Sophie Podolski: Wisdom Should be Sung, installation view. Courtesy Goldsmiths CCA. Photo: Rob Harris.

One might think contextually of Laing’s anti-psychiatry movement and the art his patients made at Kingsley Hall in the mid-1960s, or Sylvère Lotringer’s legendary Schizo-Culture conference of 1975. Podolski’s visuals fly between Max Beckmann, Toyen, Shuvinai Ashoona, Jacqueline de Jong, Mary Ellen Solt, Robert Crumb, stoner drawings, jokes, doodles, the Book of Revelations. But the more I looked at Podolski’s work, the stupider it seemed to try to attach to it a lineage or a canon, even a radical one. Stupider, even, to try to describe or explain it, given its aims to doff semantic systems, to offer only rupture, not certainty, as if each image might disappear at any moment, or shift beneath the gaze, warp and twist and pull you in, if you’re lucky.
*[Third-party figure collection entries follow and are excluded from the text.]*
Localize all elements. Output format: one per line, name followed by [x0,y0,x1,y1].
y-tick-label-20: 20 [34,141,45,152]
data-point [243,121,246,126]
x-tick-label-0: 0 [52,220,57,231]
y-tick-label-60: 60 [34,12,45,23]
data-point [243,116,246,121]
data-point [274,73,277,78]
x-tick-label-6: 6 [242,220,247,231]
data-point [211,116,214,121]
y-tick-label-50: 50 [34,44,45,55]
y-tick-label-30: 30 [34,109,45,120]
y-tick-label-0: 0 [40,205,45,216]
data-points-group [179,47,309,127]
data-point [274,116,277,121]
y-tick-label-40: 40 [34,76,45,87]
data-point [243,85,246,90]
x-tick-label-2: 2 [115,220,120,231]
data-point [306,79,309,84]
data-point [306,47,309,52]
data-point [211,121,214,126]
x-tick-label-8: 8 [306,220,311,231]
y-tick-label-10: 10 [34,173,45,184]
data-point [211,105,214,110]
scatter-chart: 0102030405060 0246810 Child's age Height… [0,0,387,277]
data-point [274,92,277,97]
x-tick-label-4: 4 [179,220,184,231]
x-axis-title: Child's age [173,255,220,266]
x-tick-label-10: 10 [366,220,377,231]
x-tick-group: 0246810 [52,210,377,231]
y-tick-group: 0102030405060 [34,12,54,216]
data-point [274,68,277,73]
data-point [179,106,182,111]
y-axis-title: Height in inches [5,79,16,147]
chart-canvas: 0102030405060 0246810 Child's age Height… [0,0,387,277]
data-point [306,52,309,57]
I don’t know what any of it means, because, let’s face it, meaning is the problem, meaning is a trick, meaning brings us closer to the world we know and further from the world we want to imagine—somewhere less ugly than here, somewhere the self is multiple, somewhere everything is permitted. “We are never more than assistants to the void,” Podolski wrote in her novel, a deranged call to arms. This is the best, most shocking show I’ve seen this year, because I forgot what it was like to look at art invested enough in the world to stop giving a fuck about what it demands so absolutely—in art, life, whatever.
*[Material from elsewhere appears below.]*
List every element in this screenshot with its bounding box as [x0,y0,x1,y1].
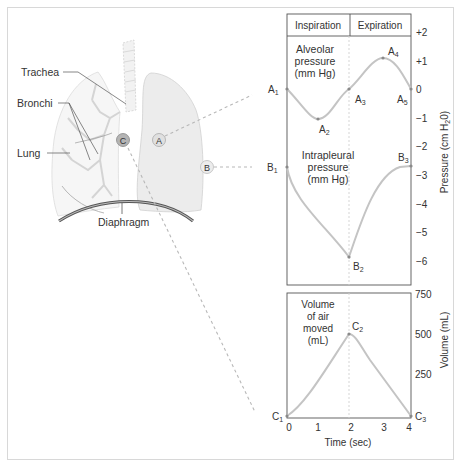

Emily LaBarge is a Canadian writer based in London. Her work has appeared in Artforum, Bookforum, the London Review of Books, the New York Times, frieze, and the Paris Review, among other publications. Dog Days will be published in the UK by Peninsula Press in 2025. Excerpts appeared in the winter 2023 issue of Granta and the autumn 2023 issue of Mousse.

The beautiful, anti-bourgeois, language-breaking works of the twentieth-century Belgian artist.